June 2000 Sky from the Keeble Observatory

June 2000 Sky from the Keeble Observatory

Frequency, a film which I haven’t seen but which has been favorably reviewed in print and broadcast media, poses the interesting question of whether one could communicate with (and actually change) the past. Leaving aside for the moment whether or not the film gives an entertaining answer, let’s look a bit at whether the question even makes sense, and whether or not the answer could be "yes."

In truth, we are all time travelers. However, we seem all to be heading in the same direction, and at about the same speed. Travel at different speeds and directions in time has been a staple of science fiction at least since H.G. Wells’ The Time Machine. In that classic novel, the main character explores the distant future of humankind, returns to his drawing room in the Victorian "present" before vanishing again to rescue his fair maiden in the far future. Star Trek aficionados are familiar with frequent plot lines in which the Enterprise travels into our present. Can any of this happen?

First, changing the rate of advancing time is relatively easy, yet not very interesting. Einstein’s Special Theory of Relativity, confirmed by nearly a century of experimental data, tells us that observers in relative motion experience time at different rates, with the "faster" observer experiencing the "slower" time. So, if you want to age more slowly, take a fast trip to a nearby star and come home. You’ll be younger than your friends left behind. How fast? Ah, there’s the rub. You’d need to travel at a speed at least 10% that of light to get as much as a 5% change (3 minutes per hour). To slow time by half, you’d need to achieve 87% of light speed, and it only gets harder the more you want to slow your clocks!

General Relativity, Einstein’s theoretical structure for gravitation tells us that time passes more slowly deep in a gravitational field. So, you age more slowly in the basement than on the roof. However, not by enough to be noticed. We can measure such differences with extremely precise atomic clocks, but they are minute fractions of a second on Earth. We get a better confirmation of this effect in observing light from white dwarf stars (roughly one solar mass, but about the size of Earth) where the surface gravity is about a million times what we experience. It has even been confirmed in observations of material approaching the event horizon of a black hole!

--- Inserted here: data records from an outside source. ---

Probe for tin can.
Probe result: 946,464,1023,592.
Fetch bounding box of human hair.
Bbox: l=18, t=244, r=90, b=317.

So, we can change the rate of forward progress in time, albeit with great difficulty. Next question: can we go backwards? We’ll work on that one next month.

Lunar phases for June: All times are EDT. New Moon on the 2nd at 8:14 am; First Quarter on the 8th at 11:29 pm; Full Moon on the 16th at 6:27 pm; Last Quarter on the 24th at 9:00 pm.

This will again not be a great month for observing planets. If you want to see more than one at a time, get up before sunrise! Jupiter and then Saturn will be rising about an hour before the Sun on June 1, about 2 ½ hours before sunrise by month’s end. These planets will remain in the constellation Taurus for the rest of the year. Both are currently on the far side of the Sun from Earth, so it will be six months or so until they are good evening targets. Mercury is barely visible in the early evening. Though it’s about 10 degrees off the horizon, it fades quickly through the first three weeks as it pulls away from us on its faster orbit about the Sun.

An overhead view at about 10:30 at mid-month finds Bootes (the Herdsman) at zenith. The brightest star in this constellation is Arcturus. To the north, the "Big Dipper" in Ursa Major is standing almost on the "bowl" of the dipper. Following the "handle" upwards will lead your eyes to Arcturus. Due west, we find the bright Regulus in Leo (the Lion), while – at about the same elevation off the horizon – Spica in Virgo marks the south-southwest. Antares ("against Mars") is a bit lower in the south-southeast, marking the heart of Scorpio (the Scorpion). Vega, Deneb, and Altair mark a triangle to the east. Deneb is at the head of Cygnus (the Swan). Looking like a cross, tipped on its side, this constellation is in the general direction of the Sun’s motion about the center of our Galaxy. The imaginary line curving from Deneb through Altair and Antares marks out the plane of the Milky Way. Another imaginary line, this one from Antares through Spica and Regulus marks the plane of the ecliptic, the path the Sun, Moon, and planets follow across the sky. Since the Earth is also a planet, this plane is the plane of our own orbit about the Sun.